5.2. Tank Refurbish Work and Future Plan On 30 May 2018, SK stopped taking physics data to start the tank refurbishment work toward SK-Gd. This refurbishment work aims to replace broken PMTs in both ID and OD, to newly install the water piping line of the new water system for SK-Gd, and to stop water leak from the water tank by sealing the stainless tank wall. The current plan for the implementation of SK-Gd has three steps. The first is the tank refurbishment, filling water into the tank and then the recirculation of water until the water transparency achieves a good quality.

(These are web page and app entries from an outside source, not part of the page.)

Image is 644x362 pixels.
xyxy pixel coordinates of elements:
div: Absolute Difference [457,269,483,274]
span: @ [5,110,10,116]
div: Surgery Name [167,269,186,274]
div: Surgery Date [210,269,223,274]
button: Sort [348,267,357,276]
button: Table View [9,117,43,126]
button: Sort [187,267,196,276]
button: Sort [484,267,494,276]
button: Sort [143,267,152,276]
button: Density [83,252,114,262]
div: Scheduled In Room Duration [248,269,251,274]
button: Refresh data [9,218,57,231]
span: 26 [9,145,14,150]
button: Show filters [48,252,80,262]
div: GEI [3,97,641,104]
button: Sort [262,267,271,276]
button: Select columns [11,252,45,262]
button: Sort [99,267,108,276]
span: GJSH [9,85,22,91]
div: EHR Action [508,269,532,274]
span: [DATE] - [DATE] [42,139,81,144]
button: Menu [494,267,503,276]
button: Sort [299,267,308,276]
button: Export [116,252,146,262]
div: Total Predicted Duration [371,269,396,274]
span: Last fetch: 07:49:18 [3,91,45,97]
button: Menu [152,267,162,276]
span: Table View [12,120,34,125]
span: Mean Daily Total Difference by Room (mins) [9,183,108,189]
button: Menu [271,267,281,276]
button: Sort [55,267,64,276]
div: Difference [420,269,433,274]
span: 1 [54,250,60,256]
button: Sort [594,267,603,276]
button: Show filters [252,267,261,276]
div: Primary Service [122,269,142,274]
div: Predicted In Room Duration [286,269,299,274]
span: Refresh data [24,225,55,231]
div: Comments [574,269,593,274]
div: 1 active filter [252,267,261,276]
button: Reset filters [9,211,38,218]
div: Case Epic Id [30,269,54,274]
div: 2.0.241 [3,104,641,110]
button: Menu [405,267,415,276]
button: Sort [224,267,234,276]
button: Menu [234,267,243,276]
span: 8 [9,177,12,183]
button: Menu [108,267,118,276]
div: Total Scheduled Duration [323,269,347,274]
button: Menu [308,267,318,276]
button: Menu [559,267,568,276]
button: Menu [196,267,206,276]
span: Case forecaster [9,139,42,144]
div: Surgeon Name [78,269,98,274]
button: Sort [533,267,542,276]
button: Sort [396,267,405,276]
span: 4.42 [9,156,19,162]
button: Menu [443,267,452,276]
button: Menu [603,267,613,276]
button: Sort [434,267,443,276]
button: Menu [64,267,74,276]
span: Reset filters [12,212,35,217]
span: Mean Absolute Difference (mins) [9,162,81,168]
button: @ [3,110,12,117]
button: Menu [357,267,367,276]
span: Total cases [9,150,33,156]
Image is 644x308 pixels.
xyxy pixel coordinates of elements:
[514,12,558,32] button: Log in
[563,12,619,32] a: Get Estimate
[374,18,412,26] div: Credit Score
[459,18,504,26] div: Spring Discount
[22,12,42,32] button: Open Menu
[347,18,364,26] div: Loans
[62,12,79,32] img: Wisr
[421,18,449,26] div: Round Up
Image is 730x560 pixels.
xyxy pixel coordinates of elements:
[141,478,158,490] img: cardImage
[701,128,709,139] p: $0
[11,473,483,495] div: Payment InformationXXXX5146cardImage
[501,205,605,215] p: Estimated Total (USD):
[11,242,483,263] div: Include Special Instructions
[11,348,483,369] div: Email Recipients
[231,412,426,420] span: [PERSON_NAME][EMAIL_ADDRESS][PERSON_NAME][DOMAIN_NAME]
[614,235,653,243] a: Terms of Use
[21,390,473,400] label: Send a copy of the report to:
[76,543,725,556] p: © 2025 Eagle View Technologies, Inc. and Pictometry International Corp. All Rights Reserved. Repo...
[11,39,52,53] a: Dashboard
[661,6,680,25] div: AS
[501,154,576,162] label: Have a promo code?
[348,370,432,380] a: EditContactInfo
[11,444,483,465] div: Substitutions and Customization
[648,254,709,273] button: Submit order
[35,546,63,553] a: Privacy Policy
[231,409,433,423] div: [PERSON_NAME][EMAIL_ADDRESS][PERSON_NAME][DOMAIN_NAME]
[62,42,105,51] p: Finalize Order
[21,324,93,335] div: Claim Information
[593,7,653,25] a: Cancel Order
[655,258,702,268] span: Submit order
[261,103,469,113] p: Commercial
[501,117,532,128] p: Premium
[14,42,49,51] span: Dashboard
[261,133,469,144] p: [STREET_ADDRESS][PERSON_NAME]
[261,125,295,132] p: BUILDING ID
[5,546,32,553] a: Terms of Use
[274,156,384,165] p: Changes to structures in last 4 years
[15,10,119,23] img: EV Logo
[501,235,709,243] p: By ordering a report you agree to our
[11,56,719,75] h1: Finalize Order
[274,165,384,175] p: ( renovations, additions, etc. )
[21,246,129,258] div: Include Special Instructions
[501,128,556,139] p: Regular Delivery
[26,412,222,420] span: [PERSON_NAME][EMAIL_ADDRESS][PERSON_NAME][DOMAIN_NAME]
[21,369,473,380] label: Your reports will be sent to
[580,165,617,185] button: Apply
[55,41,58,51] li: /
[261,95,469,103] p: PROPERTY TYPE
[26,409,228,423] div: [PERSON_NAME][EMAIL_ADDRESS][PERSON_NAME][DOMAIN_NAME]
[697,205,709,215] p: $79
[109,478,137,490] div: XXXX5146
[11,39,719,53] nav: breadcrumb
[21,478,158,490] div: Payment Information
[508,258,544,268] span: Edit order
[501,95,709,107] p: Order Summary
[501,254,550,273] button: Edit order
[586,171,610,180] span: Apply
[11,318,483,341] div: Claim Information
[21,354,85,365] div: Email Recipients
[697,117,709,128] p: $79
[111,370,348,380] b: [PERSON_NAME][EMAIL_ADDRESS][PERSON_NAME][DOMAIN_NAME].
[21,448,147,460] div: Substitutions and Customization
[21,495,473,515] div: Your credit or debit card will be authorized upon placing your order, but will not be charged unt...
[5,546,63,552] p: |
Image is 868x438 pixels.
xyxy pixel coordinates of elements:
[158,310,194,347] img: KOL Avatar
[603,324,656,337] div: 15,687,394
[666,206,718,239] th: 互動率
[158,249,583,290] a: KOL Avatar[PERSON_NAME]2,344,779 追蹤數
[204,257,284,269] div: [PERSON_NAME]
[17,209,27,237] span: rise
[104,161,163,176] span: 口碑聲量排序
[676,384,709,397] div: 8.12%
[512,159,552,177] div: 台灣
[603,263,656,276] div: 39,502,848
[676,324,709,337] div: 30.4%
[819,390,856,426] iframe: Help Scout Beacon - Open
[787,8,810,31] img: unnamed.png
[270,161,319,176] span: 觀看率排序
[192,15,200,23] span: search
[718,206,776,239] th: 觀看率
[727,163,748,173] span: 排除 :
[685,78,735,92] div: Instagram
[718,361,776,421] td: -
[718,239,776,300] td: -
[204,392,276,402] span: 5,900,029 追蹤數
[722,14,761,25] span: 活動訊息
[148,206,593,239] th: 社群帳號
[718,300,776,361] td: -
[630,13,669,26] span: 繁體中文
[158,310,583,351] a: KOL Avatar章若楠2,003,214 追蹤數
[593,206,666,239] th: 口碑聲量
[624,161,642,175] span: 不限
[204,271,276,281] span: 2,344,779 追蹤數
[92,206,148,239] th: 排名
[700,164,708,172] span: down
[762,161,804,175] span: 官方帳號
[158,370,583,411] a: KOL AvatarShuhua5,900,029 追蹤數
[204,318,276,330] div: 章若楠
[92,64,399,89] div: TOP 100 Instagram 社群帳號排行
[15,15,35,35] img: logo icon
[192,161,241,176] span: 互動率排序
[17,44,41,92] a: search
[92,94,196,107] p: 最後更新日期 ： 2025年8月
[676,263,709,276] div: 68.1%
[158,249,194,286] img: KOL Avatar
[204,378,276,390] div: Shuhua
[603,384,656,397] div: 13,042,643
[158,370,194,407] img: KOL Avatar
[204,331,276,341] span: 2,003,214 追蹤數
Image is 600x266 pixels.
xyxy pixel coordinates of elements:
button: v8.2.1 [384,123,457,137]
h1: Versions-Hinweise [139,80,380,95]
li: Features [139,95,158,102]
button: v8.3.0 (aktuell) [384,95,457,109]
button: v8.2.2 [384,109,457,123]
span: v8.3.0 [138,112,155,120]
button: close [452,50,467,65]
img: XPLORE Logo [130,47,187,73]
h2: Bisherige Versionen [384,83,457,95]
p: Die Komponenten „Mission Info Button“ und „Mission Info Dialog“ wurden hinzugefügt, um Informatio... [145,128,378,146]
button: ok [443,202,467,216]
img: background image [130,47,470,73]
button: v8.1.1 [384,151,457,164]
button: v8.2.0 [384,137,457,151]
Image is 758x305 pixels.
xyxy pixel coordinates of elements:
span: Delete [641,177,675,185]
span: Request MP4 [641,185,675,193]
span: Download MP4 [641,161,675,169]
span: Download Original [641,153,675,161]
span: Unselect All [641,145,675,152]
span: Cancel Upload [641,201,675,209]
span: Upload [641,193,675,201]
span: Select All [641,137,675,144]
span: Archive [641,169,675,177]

The second is loading Gd2(So4)3 up to 0.02% level, where the neutron tagging efficiency on Gd achieves about 50%. Under this condition, we will evaluate the performance of the detector and estimate the background level. The third is loading Gd2(So4)3 up to 0.2% level, where the efficiency finally achieves a 90% level. It is noted that the detector performance for neutron tagging is evaluated with a special calibration by putting an apparatus of Am/Be-incorporated BGO crystal into the water tank [88]. Based on the calibration result and MC simulation considering Gd-doped water, the detection efficiency of the neutron tagging in SK with Gd is estimated.

6. Conclusions Super-Kamiokande is a multi-purpose detector with rich physics targets using the water Cherenkov technique. We measured the neutrino oscillation parameters as well as δCP using atmospheric neutrinos with the external constraint of T2K data. The SK+T2K data prefer the normal hierarchy over the inverted hierarchy with ∆χ2 = −5.27. An analysis searching for the appearance of ντ in an atmospheric neutrino sample was conducted. The significance of 4.6σ was observed assuming the normal hierarchy. Due to the large statistics of solar neutrino observation in SK, precise measurements of the solar neutrino flux and the energy spectrum were made. No significant correlation between the 8B solar neutrino flux and the sunspot number was observed. No distortion of the energy spectrum has been 2 observed yet. The value of ∆m21 obtained from the SK solar neutrino data combined with the other solar neutrino experiments has a tension with that from KamLAND reactor neutrino measurements by about 2σ. To detect supernova relic neutrinos, we are planning to dissolve gadolinium in the SK’s water tank to enhance the tagging efficiency of neutrino produced via the between the anti-electron neutrino and the proton in water. The refurbish works toward SK-Gd started on 30 May 2018.

Author Contributions: These authors contributed equally to this work. Universe 2019, 5, 20 9 of 12

Funding: This work was supported by JSPS KAKENHI, Grant-in-Aid for Young Scientific Research (B) with Grant Number 17K17880 (Y.N.). We gratefully acknowledge cooperation of the Kamioka and Smelting Company. The Super-Kamiokande experiment was built and has been operated with funding from the Japanese Ministry of Education, Science, Sports and Culture, and the U.S. Department of Energy. Acknowledgments: We gratefully acknowledge the cooperation of the Kamioka Mining and Smelting Company. Conflicts of Interest: The authors declare no conflict of interest.